Served warm: How Vikas Khanna earned Modi’s praise, made him proud
At the end of it, Prime Minister Narendra Modi hugged Chef Vikas Khanna and said: “You have made me very proud.”
At the end of it, Prime Minister Narendra Modi hugged Chef Vikas Khanna and said: “You have made me very proud.”

Khanna heard him clearly, but his mind was racing. “I must make mamma talk to the PM” was all he could think. Mamma -- Khanna’s mother, who lives in Amritsar – had been sending him wishes, every half an hour. Most of them said “my wishes are with you” and “the entire country is praying for you”.
The occasion was such. The Prime Minister was hosting a dinner for some of the world’s biggest CEOs at the Waldorf Astoria in New York. And Chef Vikas Khanna was the man in charge.
All of it seemed to have gone well. Actually, very well. One of the CEOs told Khanna it was a “brutal dinner”. Seeing Khanna’s perplexed look, the CEO explained: “The dishes looked like paintings; it was difficult to cut them up.”
The Prime Minister seemed happy. And Khanna took the opportunity to dial his mother’s phone in Amritsar. But she wouldn’t take the call.
“I became very emotional when the PM hugged me. I am an emotional fool,” Khanna, who spoke to HT just after the dinner had ended, said over the phone, in a voice choked with emotion and exhaustion in equal parts. “But mamma did not take the call.”
His mother had gone out for her morning walk and left the phone behind.
Some day, he hopes, his mother will get a chance to talk to the Prime Minister and hear him say that Khanna had made the country proud. For a lot of the dishes Khanna is known for and served at the dinner could be traced to his mother.
To his mother and to millions of other people who have the varied cuisine of India evolve over the centuries.
“It was not my dinner; it was done by all the other people... Thousands of people... Thousands of years... The whole cuisine was given birth by them, I just dressed things up,” said Khanna.
That’s modest, but in some way close to the truth. The dishes were taken from Khanna’s book, Utsav, a 1,200-page, 15-kg tome that brings together dishes of 26 festivals and 50 ceremonies from different parts of the country. The book took 12 years to write. And the best of it was showcased in just one night, at the Prime Minister’s dinner with the CEOs.
No wonder, Khanna says, he and his team did not step out of their restaurant for 11 days before the big day.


TASK GOAL:
Below are the records; copy each line in which "ffffff" can be found.
»»
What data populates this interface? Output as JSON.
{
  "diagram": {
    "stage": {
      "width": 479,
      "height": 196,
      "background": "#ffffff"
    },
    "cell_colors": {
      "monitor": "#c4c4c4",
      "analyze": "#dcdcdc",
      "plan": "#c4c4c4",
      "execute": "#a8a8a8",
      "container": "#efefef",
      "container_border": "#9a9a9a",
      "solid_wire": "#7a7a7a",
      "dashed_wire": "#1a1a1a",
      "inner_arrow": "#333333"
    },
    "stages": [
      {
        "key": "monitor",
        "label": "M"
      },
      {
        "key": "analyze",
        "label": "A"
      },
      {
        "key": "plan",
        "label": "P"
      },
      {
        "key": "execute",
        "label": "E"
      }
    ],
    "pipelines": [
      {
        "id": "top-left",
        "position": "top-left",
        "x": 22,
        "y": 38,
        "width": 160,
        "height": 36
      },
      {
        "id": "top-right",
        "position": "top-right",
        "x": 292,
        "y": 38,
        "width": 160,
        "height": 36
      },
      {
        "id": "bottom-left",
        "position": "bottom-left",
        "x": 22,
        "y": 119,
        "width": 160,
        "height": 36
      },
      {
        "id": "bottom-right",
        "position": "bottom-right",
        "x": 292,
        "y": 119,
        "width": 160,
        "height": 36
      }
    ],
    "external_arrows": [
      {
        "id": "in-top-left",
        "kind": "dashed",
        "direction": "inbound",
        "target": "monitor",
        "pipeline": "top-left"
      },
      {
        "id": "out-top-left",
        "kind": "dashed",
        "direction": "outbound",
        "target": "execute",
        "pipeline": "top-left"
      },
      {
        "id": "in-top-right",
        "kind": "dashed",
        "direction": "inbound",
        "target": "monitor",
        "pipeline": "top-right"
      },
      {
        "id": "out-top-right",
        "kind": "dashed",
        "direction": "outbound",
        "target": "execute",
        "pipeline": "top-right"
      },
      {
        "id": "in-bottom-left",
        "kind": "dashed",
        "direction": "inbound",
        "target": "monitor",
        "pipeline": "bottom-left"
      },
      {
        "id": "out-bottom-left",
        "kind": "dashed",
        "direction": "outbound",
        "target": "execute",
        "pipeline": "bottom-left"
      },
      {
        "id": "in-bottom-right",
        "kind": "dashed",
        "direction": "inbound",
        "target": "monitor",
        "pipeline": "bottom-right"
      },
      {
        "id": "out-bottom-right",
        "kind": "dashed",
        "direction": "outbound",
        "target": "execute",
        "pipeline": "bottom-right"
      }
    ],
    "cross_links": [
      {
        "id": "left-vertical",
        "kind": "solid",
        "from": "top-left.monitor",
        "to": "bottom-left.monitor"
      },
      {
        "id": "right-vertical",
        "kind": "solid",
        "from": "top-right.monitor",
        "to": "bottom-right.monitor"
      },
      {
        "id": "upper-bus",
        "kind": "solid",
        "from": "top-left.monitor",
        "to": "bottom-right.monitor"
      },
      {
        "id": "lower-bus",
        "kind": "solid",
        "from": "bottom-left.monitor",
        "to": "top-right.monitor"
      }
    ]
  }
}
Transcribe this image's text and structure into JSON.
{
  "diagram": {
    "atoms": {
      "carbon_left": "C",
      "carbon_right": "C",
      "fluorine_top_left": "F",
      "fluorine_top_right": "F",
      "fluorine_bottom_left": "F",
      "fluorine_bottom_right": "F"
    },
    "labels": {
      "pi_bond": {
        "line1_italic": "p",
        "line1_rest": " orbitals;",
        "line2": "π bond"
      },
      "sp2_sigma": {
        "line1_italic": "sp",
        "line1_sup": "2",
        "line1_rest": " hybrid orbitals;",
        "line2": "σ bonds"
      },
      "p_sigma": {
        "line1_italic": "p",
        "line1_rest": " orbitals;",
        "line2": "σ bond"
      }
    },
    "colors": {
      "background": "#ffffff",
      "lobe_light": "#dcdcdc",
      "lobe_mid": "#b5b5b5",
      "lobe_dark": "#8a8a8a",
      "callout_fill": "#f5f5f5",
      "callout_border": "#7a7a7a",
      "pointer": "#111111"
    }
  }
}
««
SOLUTION FOR THIS EXERCISE:
      "background": "#ffffff"
      "background": "#ffffff",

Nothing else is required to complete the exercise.